Time interval Model Norm. Ebreak ∆ λ1 λ2 C-STAT / dof

(a) -0.1 to SBPL 0.3145 ± 0.0015 291 ± 23 1.08 -0.334 ± 0.025 -3.394 ± 0.072 700 / 4744.5 s

(b) 4.5 to PL 189 ± 165 – – -3.34 ± 0.15 – 20 / 1511.5 s

(c) 11.5 to SBPL 0.1000 ± 0.0003 39.1 ± 3.3 1.11 -0.623 ± 0.050 -2.408 ± 0.012 1028 / 47433.0 s

SBPL 0.1003 ± 0.0005 60.0 ± 7.8 1.11 -0.784 ± 0.046 -2.515 ± 0.037 984 / 472

+PL (4.2+6.0

−3.0) × 10−4 – – -1.66 ± 0.13 –

(d) 33.0 to SBPL 0.0133 ± 0.0001 7.3 ± 3.2 1.21 0.37 ± 0.59 -2.238 ± 0.012 406 / 241196.0 s

SBPL 0.0133 ± 0.0001 7.3 ± 3.6 1.21 0.41 ± 0.65 -2.247 ± 0.020 401 / 239

+PL (1.6+2.8

−1.0) × 10−6 – – -1.22 ± 0.68 –

Table S1. The prompt emission spectral fit parameters, using GBM, LLE, an LAT data(except for interval b, which only uses LLE and LAT data). All times are relative toT0. We tried to fit a smoothly broken power law (“SBPL”) as well as an SBPL with anextra power-law (“PL”) component. Parameters are: normalization in photons cm−2 s−1

keV−1, Ebreak in keV, break scale ∆ (for SBPL) in decades of energy, low-energy indexλ1, and high-energy index λ2. C-STAT is the Castor statistic (a modified version of theCash statistic).
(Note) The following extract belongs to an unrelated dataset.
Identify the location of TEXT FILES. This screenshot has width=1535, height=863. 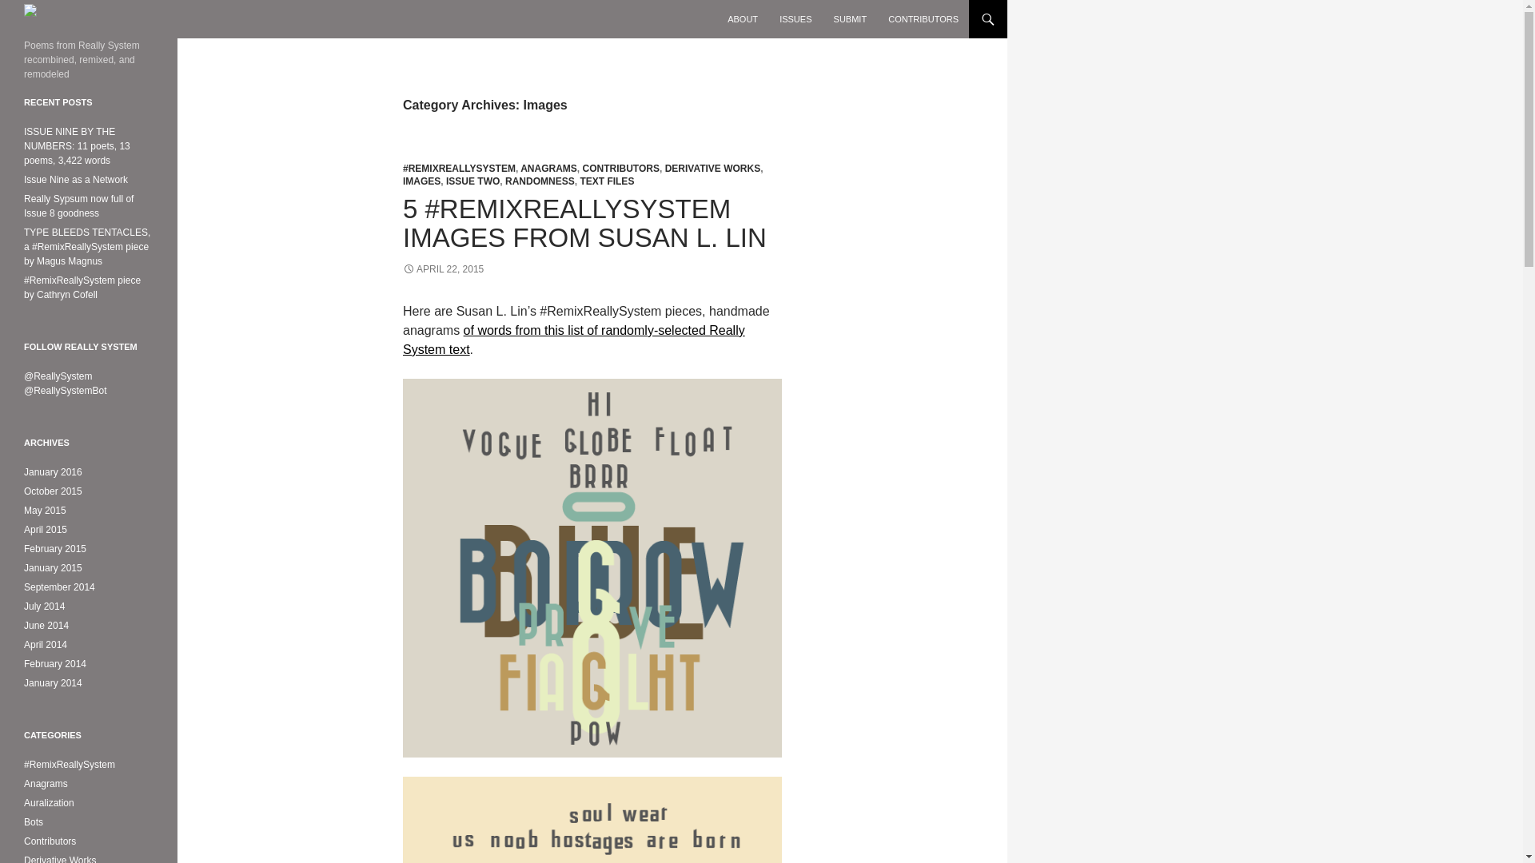
(606, 181).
See text for definitions of models. For all time intervals that were fit witha SBPL, we fixed the break scale ∆ to the best-fit value. The extra PL component isstatistically significant in interval c (∆CSTAT = 44 for 2 degrees of freedom). In intervald, we used only NaI detector 6.

E Erf T − T0

95 128 243.5573 97 19.0647 63 256.7041 55 611.0139 52 3410.2632 43 34366.5828 37 48.0126 35 85.1621 21 141.5315 20 217.89

Table S2. The 10 highest-energy LAT photons with probability >1− 10−3 of being asso-ciated with the GRB as opposed to background, determined using a likelihood analysis.Erf is the photon’s rest frame energy at the redshift z = 0.34. All photons are Source

class. E and Erf are in GeV, T − T0 in s.